I want to present here kind of a mini-HOWTO to explain how to resize a hypothetical windows partition, making room for Linux, using Parted; being the course based on Slackware Linux, I'll suppose to use the setup cdrom for this distribution.
Note #1: There are some tools that allow to resize partitions directly from the windows environment, some of them, like Partition Magick, are sometimes included in some commercial-version distributions (Mandrake for example), but that's commercial software that needs its own licenses and the pourchase from the user.
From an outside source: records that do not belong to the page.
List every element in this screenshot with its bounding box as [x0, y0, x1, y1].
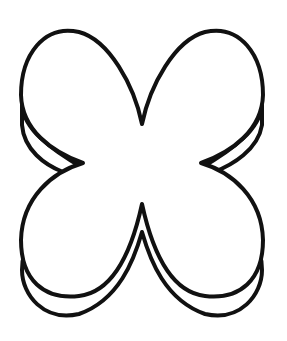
four-petal-flower-drawing [0, 0, 287, 341]
line-art-canvas: four-petal flower outline with offset de… [0, 0, 287, 341]
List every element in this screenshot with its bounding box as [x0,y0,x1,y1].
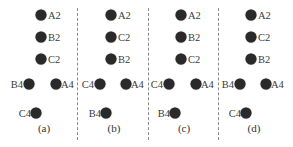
node-dot [241,108,252,119]
node-dot [176,54,187,65]
node-dot [176,32,187,43]
node-label: B2 [188,32,200,43]
panel-caption: (c) [178,122,190,134]
node-label: A2 [258,10,271,21]
node-label: C2 [258,32,270,43]
node-dot [31,108,42,119]
node-label: B4 [222,79,234,90]
node-label: C4 [229,108,241,119]
node-dot [36,32,47,43]
node-label: B4 [158,108,170,119]
panel-caption: (b) [108,122,121,134]
node-dot [246,32,257,43]
panel-a: A2 B2 C2 B4 A4 C4 (a) [0,0,72,147]
node-dot [36,10,47,21]
node-dot [101,108,112,119]
node-label: B2 [258,54,270,65]
node-dot [176,10,187,21]
node-label: B4 [89,108,101,119]
node-dot [235,79,246,90]
node-dot [246,54,257,65]
node-dot [164,79,175,90]
node-dot [121,79,132,90]
node-label: C2 [118,32,130,43]
node-dot [106,54,117,65]
node-label: C2 [48,54,60,65]
node-label: B2 [118,54,130,65]
node-label: C2 [188,54,200,65]
node-dot [95,79,106,90]
panel-caption: (d) [248,122,261,134]
node-label: A4 [271,79,284,90]
node-dot [51,79,62,90]
node-dot [261,79,272,90]
node-label: C4 [19,108,31,119]
node-dot [170,108,181,119]
panel-caption: (a) [38,122,50,134]
node-label: C4 [151,79,163,90]
node-label: B2 [48,32,60,43]
panel-c: A2 B2 C2 C4 A4 B4 (c) [140,0,212,147]
node-dot [106,32,117,43]
node-dot [246,10,257,21]
node-label: A2 [118,10,131,21]
node-label: A2 [188,10,201,21]
node-dot [191,79,202,90]
panel-b: A2 C2 B2 C4 A4 B4 (b) [70,0,142,147]
node-label: C4 [82,79,94,90]
node-dot [36,54,47,65]
node-label: A2 [48,10,61,21]
node-dot [106,10,117,21]
node-label: B4 [11,79,23,90]
node-dot [24,79,35,90]
panel-d: A2 C2 B2 B4 A4 C4 (d) [210,0,282,147]
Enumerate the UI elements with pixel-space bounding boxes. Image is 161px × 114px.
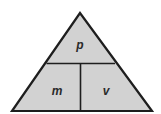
bottom-right-label-v: v — [103, 85, 110, 97]
formula-triangle — [0, 0, 161, 114]
top-label-p: p — [76, 39, 83, 51]
triangle-shape — [12, 13, 152, 111]
bottom-left-label-m: m — [52, 85, 63, 97]
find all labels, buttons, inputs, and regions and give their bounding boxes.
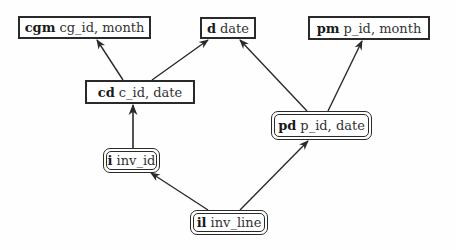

Parted is instead distribuited free of charge and available at the GNU site: http://www.gnu.org/software/parted.
Note #2: Partition resizing is dangerous, data can really get corrupted (light can go out during the operation for example) so it's a good idea to backup important data before starting.
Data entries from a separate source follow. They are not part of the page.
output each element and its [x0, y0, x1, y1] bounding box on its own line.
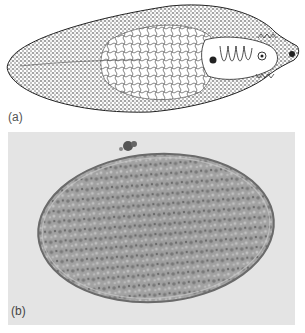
panel-label-a: (a) [8, 110, 23, 124]
figure-panel-b: (b) [8, 132, 295, 325]
liver-fluke-drawing [0, 0, 305, 128]
figure-panel-a: (a) [0, 0, 305, 128]
panel-label-b: (b) [11, 304, 26, 318]
oral-sucker [289, 51, 295, 57]
egg-micrograph [8, 132, 295, 325]
ventral-sucker [210, 57, 217, 64]
fluke-branched-organs [101, 25, 215, 99]
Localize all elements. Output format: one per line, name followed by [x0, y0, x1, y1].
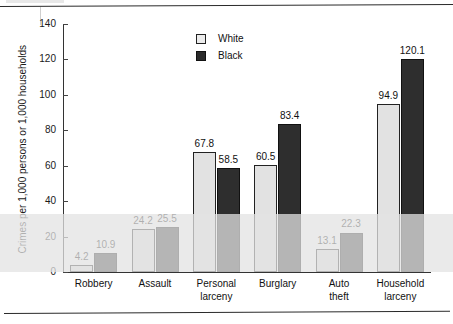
y-axis-tick: [63, 272, 68, 273]
bar-white-robbery: [70, 265, 93, 272]
y-axis-tick-label: 20: [30, 231, 56, 242]
y-axis-title: Crimes per 1,000 persons or 1,000 househ…: [17, 54, 28, 254]
y-axis-tick-label: 0: [30, 266, 56, 277]
x-axis-category-label-line: larceny: [178, 290, 255, 303]
y-axis-tick-label: 120: [30, 53, 56, 64]
grouped-bar-chart: 020406080100120140 Crimes per 1,000 pers…: [0, 0, 453, 324]
bar-white-personal-larceny: [193, 152, 216, 272]
bar-white-auto-theft: [316, 249, 339, 272]
x-axis-category-label-line: Household: [362, 277, 439, 290]
legend-entry-white: White: [196, 30, 244, 47]
bar-value-label: 22.3: [334, 218, 369, 229]
y-axis-tick-label: 60: [30, 160, 56, 171]
legend-entry-black: Black: [196, 47, 244, 64]
y-axis-tick-label: 140: [30, 18, 56, 29]
x-axis-category-label-line: larceny: [362, 290, 439, 303]
y-axis-tick-label: 40: [30, 195, 56, 206]
legend-swatch-icon: [196, 51, 206, 61]
plot-area: [63, 24, 431, 272]
bar-value-label: 25.5: [150, 213, 185, 224]
bar-value-label: 13.1: [310, 235, 345, 246]
y-axis-tick-label: 100: [30, 89, 56, 100]
x-axis-baseline: [63, 272, 431, 273]
bar-white-assault: [132, 229, 155, 272]
legend-swatch-icon: [196, 34, 206, 44]
bar-value-label: 120.1: [395, 45, 430, 56]
bar-black-personal-larceny: [217, 168, 240, 272]
bar-value-label: 4.2: [64, 251, 99, 262]
chart-legend: WhiteBlack: [196, 30, 244, 64]
bar-value-label: 10.9: [88, 239, 123, 250]
bar-white-household-larceny: [377, 104, 400, 272]
legend-label: Black: [218, 50, 242, 61]
y-axis-tick-label: 80: [30, 124, 56, 135]
bar-white-burglary: [254, 165, 277, 272]
bar-black-burglary: [278, 124, 301, 272]
bar-value-label: 58.5: [211, 154, 246, 165]
bar-value-label: 67.8: [187, 138, 222, 149]
bar-black-assault: [156, 227, 179, 272]
bar-value-label: 83.4: [272, 110, 307, 121]
legend-label: White: [218, 33, 244, 44]
x-axis-category-label: Householdlarceny: [362, 277, 439, 303]
bar-value-label: 60.5: [248, 151, 283, 162]
bar-value-label: 94.9: [371, 90, 406, 101]
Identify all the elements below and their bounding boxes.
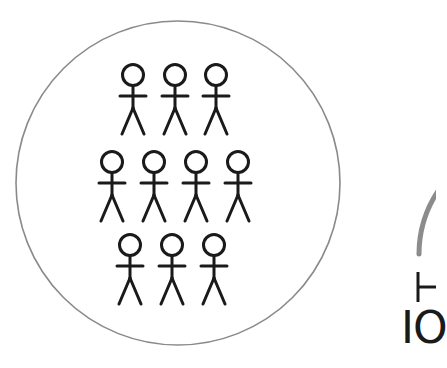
person-icon	[183, 152, 209, 222]
figure-row-1	[120, 65, 229, 135]
person-icon	[120, 65, 146, 135]
figure-row-2	[99, 152, 251, 222]
tee-symbol-icon	[418, 272, 436, 302]
person-icon	[159, 235, 185, 305]
figure-row-3	[117, 235, 227, 305]
person-icon	[203, 65, 229, 135]
partial-arc	[419, 188, 436, 254]
person-icon	[141, 152, 167, 222]
person-icon	[162, 65, 188, 135]
person-icon	[201, 235, 227, 305]
partial-label: IO	[401, 306, 447, 350]
group-circle	[16, 21, 340, 345]
person-icon	[225, 152, 251, 222]
person-icon	[117, 235, 143, 305]
person-icon	[99, 152, 125, 222]
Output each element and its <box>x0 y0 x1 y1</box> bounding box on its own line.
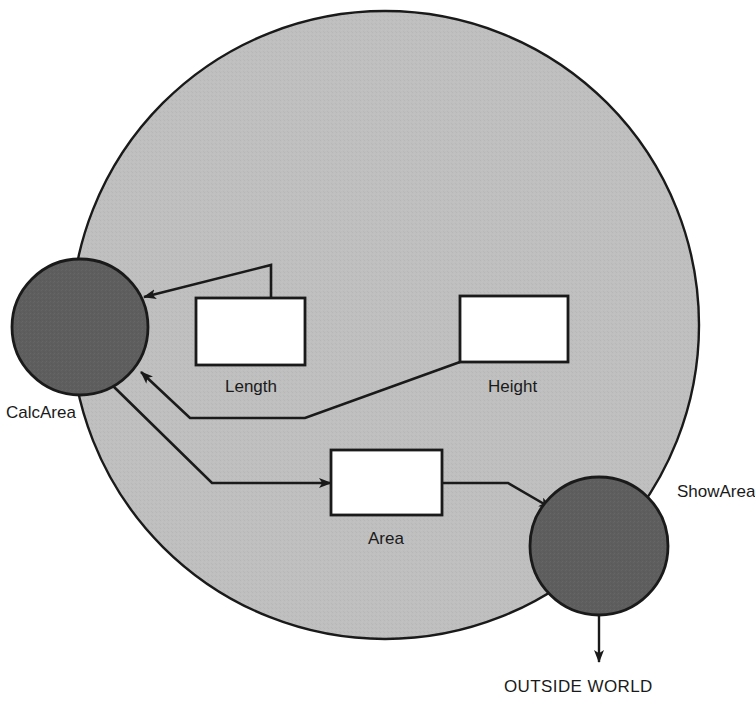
process-calc-area-texture <box>14 261 146 393</box>
label-calc-area: CalcArea <box>6 404 76 421</box>
label-show-area: ShowArea <box>677 483 755 500</box>
label-outside-world: OUTSIDE WORLD <box>504 678 653 695</box>
data-store-height[interactable] <box>460 296 568 362</box>
label-data-store-area: Area <box>368 530 404 547</box>
process-show-area-texture <box>532 479 666 613</box>
data-store-area[interactable] <box>331 450 442 515</box>
label-data-store-height: Height <box>488 378 537 395</box>
data-store-length[interactable] <box>196 298 305 365</box>
label-data-store-length: Length <box>225 378 277 395</box>
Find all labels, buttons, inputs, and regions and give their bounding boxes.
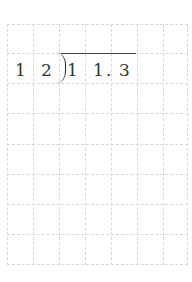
- division-overline: [61, 53, 136, 54]
- dividend-digit: 3: [119, 62, 130, 79]
- grid-line: [7, 174, 188, 175]
- dividend-digit: 1: [67, 62, 78, 79]
- dividend-digit: 1: [93, 62, 104, 79]
- grid-line: [7, 113, 188, 114]
- grid-line: [7, 234, 188, 235]
- divisor-digit: 1: [15, 62, 26, 79]
- grid-line: [7, 144, 188, 145]
- grid-line: [7, 83, 188, 84]
- grid-line: [7, 24, 188, 25]
- decimal-point: .: [106, 62, 111, 79]
- grid-line: [7, 264, 188, 265]
- divisor-digit: 2: [41, 62, 52, 79]
- grid-line: [7, 204, 188, 205]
First of all you need to burn this iso image on cdrom:
parted-1.6.5.iso
It contains a statically linked version of Parted (so it can be run from Slackware ramdisk without matter of shared-libs); it obviously links against glibc2 but that comes with Slackware.
Once you have booted from Slackware cdrom and logged in as root, before start fdisk or setup, you can change Slackware cdrom with the one with Parted and mounting it under /cdrom (a # dmesg | more can show you the right device, if you don't know; let's say it's the classical /dev/hdc, a # mount /dev/hdc /mnt/cdrom will mount the device).
In the /mnt/cdrom directory you have now Parted ready to use (# ./parted); you can use "resize" option to resize your partition, other options are available and the use is straightforward reading Parted online documentation.
When resizing is over (it can last minutes or hours depending on the system) you can unmount the /cdrom (# umount /mnt/cdrom), put back Slackware cdrom in the drive and continue with the setup.